The basic gist of his reply is that he and the regents had stepped in because they had lost confidence in Dynes and his administration.

"As fiduciaries of the institution, the Regents are ultimately accountable. We did have concerns about the management of the institution, given the well-publicized issues we were dealing with, and I felt the duty to get more involved. The Board, in partnership with the administration, is enacting changes to address those concerns and we are now in the process of re-establishing an equilibrium between the Regents and the presidents' office, including re-establishing proper governance roles and boundaries. I fully respect and support the independent authority and leadership of the president -- it's critical to the University's effectiveness."

That answer fails to satisfy many of the board's critics. If the board was so unhappy with Dynes, why didn't they get rid of him, "instead of neutering him?" as one person close to the situation asks.

The board's decision to respond to perceived weaknesses in leadership by stepping in to fill the breach is especially concerning to many at UC given the fact that the university is now searching to replace Dynes. Will top-flight academic leaders who might be interested in leading arguably the world's premier public research institution be fearful that the board might intrude in the future if a future administration stumbles?

The president of one major research university, who acknowledged having been approached by those searching for UC's new chief, says: "I can't imagine a president worth his or her salt going in and allowing some of these things to continue.... The timing couldn't be worse, and it's going to be a serious impediment" for a leader familiar with traditional academic governance.
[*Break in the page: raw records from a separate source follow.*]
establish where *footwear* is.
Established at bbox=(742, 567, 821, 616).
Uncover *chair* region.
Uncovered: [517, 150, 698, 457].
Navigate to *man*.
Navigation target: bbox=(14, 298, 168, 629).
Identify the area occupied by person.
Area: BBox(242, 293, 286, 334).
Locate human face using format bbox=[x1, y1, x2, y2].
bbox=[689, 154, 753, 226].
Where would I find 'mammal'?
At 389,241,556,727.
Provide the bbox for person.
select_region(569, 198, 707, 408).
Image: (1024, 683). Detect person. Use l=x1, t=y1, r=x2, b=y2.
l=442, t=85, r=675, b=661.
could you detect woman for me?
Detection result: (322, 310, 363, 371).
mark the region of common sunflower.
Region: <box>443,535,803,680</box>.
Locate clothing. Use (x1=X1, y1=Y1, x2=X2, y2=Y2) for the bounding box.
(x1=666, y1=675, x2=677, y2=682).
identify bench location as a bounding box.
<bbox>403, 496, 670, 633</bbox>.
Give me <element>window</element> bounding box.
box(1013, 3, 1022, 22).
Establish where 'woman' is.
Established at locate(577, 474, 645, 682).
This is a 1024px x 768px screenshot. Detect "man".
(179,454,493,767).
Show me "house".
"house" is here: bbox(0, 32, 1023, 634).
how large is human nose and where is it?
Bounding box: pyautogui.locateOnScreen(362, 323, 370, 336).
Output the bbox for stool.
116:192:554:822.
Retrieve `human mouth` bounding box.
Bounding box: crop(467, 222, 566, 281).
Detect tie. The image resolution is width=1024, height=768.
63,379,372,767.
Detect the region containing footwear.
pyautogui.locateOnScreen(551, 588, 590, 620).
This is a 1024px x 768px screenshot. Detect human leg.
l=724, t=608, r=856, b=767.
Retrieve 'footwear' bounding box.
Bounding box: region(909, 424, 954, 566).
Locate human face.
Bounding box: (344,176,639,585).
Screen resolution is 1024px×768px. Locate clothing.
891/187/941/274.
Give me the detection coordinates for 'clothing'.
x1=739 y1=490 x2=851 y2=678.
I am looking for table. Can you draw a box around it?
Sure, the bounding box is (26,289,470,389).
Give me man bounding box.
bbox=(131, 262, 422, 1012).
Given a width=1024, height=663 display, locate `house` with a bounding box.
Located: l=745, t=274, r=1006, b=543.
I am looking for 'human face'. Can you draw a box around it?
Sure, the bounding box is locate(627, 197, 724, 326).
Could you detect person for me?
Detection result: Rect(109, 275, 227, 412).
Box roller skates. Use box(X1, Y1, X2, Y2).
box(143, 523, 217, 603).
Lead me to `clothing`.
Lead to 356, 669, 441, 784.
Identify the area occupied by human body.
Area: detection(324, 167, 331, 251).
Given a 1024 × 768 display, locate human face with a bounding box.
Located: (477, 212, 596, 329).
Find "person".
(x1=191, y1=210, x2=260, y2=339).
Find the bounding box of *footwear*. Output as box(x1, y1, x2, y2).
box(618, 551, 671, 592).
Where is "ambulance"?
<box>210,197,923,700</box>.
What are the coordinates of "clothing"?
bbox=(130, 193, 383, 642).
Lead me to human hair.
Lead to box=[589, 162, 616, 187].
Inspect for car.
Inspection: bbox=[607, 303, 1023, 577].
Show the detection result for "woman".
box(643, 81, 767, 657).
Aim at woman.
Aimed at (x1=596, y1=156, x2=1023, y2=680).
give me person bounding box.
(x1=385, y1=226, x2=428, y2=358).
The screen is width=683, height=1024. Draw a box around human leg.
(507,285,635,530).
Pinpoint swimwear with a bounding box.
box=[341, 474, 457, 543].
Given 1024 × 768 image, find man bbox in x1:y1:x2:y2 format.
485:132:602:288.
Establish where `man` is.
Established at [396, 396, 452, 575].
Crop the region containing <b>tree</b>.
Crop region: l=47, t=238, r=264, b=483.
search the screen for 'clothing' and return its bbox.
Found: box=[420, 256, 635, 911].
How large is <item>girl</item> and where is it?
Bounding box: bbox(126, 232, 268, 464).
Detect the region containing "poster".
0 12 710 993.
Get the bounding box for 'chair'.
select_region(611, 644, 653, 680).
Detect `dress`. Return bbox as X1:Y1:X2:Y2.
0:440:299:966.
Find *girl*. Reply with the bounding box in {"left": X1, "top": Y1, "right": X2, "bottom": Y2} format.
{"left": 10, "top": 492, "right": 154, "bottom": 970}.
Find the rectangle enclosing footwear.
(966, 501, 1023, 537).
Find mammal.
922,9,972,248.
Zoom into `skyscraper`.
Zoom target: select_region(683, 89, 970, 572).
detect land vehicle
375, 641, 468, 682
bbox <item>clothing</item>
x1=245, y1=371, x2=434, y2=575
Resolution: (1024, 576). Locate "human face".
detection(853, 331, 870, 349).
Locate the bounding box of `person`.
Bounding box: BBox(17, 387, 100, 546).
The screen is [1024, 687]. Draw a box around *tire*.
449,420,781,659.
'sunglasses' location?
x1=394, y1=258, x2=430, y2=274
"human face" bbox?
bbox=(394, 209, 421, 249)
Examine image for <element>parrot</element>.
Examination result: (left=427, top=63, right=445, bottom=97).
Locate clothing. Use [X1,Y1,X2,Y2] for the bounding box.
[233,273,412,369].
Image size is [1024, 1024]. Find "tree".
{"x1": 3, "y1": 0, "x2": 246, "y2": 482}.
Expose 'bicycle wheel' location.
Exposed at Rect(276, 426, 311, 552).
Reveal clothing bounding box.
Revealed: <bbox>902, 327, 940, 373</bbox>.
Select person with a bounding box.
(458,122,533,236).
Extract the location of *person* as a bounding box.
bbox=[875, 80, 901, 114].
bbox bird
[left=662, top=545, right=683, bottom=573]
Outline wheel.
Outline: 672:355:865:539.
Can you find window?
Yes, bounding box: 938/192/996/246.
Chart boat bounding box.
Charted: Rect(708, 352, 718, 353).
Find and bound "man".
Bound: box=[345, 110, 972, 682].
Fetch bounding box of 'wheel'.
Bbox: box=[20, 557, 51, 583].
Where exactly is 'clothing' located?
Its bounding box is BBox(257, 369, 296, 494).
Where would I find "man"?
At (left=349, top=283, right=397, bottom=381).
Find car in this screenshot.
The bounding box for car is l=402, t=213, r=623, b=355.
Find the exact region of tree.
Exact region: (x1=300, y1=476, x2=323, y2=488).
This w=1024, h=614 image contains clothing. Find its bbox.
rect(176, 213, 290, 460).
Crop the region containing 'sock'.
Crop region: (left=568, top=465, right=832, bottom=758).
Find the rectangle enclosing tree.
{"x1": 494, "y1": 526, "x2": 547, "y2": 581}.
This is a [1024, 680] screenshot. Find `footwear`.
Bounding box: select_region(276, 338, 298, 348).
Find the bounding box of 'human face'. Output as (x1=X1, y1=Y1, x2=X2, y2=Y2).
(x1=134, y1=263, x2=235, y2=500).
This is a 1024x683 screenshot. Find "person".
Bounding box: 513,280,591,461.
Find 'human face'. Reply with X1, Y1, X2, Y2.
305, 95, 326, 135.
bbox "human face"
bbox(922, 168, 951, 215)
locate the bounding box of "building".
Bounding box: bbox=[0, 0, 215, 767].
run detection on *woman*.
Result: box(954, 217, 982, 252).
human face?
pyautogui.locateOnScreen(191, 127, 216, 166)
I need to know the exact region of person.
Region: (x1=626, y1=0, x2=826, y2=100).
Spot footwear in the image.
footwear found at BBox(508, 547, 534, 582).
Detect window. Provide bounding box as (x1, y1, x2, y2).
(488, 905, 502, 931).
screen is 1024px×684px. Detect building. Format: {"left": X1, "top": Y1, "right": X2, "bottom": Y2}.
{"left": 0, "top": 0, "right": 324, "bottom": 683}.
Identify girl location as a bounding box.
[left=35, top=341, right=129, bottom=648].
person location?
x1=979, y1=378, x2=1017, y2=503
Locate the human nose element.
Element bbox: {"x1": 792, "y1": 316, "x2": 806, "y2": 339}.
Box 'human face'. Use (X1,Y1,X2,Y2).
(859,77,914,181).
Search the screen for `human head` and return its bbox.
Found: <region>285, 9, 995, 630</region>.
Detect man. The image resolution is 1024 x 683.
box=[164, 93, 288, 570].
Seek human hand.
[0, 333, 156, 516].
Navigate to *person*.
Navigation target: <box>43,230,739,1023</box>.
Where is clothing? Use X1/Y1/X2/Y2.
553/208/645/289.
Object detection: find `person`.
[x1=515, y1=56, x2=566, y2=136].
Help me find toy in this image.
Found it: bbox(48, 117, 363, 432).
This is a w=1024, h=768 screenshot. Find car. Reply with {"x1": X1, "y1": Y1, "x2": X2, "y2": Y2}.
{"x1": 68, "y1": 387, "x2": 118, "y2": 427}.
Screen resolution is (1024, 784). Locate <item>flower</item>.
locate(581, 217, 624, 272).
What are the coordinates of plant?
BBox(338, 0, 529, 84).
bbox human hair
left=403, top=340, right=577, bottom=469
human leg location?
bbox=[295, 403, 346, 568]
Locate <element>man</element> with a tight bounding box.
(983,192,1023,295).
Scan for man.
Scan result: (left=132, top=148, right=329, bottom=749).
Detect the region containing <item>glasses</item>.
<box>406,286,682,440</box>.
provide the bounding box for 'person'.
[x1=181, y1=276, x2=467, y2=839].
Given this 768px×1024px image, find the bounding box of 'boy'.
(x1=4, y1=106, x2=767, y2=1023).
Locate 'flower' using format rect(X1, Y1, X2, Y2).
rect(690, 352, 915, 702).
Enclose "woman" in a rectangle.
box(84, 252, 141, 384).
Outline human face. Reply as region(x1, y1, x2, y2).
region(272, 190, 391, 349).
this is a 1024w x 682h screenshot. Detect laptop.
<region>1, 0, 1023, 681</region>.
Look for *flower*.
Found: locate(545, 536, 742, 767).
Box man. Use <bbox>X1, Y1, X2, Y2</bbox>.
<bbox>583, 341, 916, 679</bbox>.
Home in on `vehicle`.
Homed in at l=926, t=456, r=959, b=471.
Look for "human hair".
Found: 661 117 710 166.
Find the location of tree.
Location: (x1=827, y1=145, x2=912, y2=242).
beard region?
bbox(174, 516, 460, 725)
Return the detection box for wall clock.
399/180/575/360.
Brown, UC Academic Senate chair, describes the UC presidency as possibly "the best [higher education] job in the country." In order to fully realize that, he says "it is important that the regents' initial efforts to properly realign governance responsibilities are pursued to completion."

Blum and other regent leaders insist, in their responses to the Western accreditor and in their public statements, that they believe they are putting the university's governance system in order in ways that will ensure the continued success and leadership of the University of California.

It can't afford to do otherwise, Wolff, head of the accrediting group, said in his letter to Dynes late last week. "As the university moves to select a new president, it will be important to continue to make progress" on the issues facing the university, he wrote. "It is the responsibility of the board to create and sustain the conditions for the success of its key leaders, while setting priorities and evaluating their performance."

"Much progress" has been made on those fronts, Wolff wrote. But "for further progress to be made, changes in operational conduct and behavior are needed."